▶ _TASK DETAILS_
Would you repeat exactly the part of the listing below that runs from the line containing "This screenshot has height=554, width=886." down to the line containing "You are a GUI", inclusive, and nothing else?

▶ _EXERCISE MATERIALS_

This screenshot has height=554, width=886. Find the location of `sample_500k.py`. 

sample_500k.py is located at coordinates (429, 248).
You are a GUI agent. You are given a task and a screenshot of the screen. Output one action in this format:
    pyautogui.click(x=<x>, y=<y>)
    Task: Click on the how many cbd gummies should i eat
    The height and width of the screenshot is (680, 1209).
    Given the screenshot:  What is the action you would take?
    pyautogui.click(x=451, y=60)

...

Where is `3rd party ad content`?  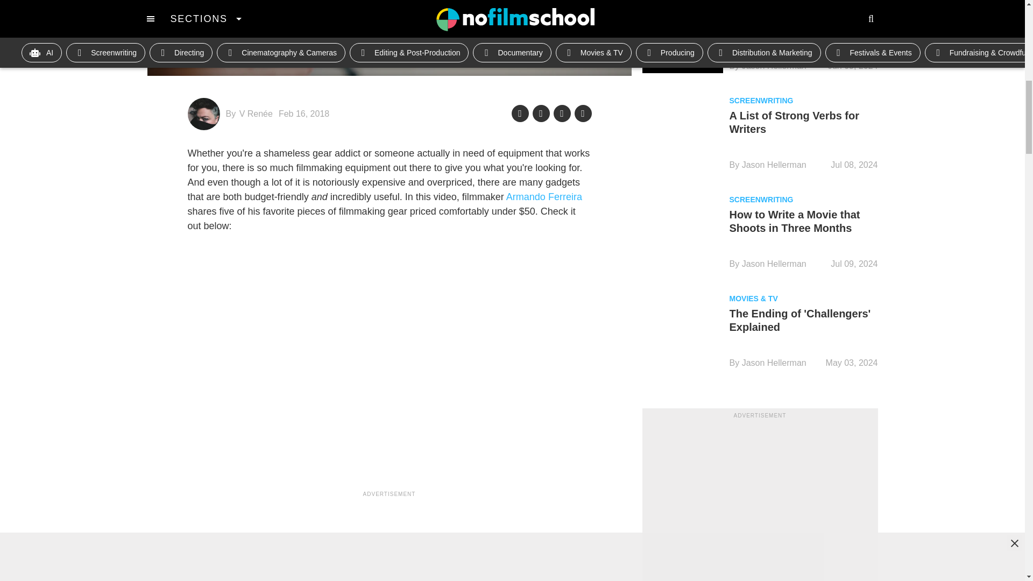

---

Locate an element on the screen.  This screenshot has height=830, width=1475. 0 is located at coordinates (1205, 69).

▶ _TASK SOLUTION_
This screenshot has height=554, width=886. Find the location of `sample_500k.py`. 

sample_500k.py is located at coordinates (429, 248).
You are a GUI agent. You are given a task and a screenshot of the screen. Output one action in this format:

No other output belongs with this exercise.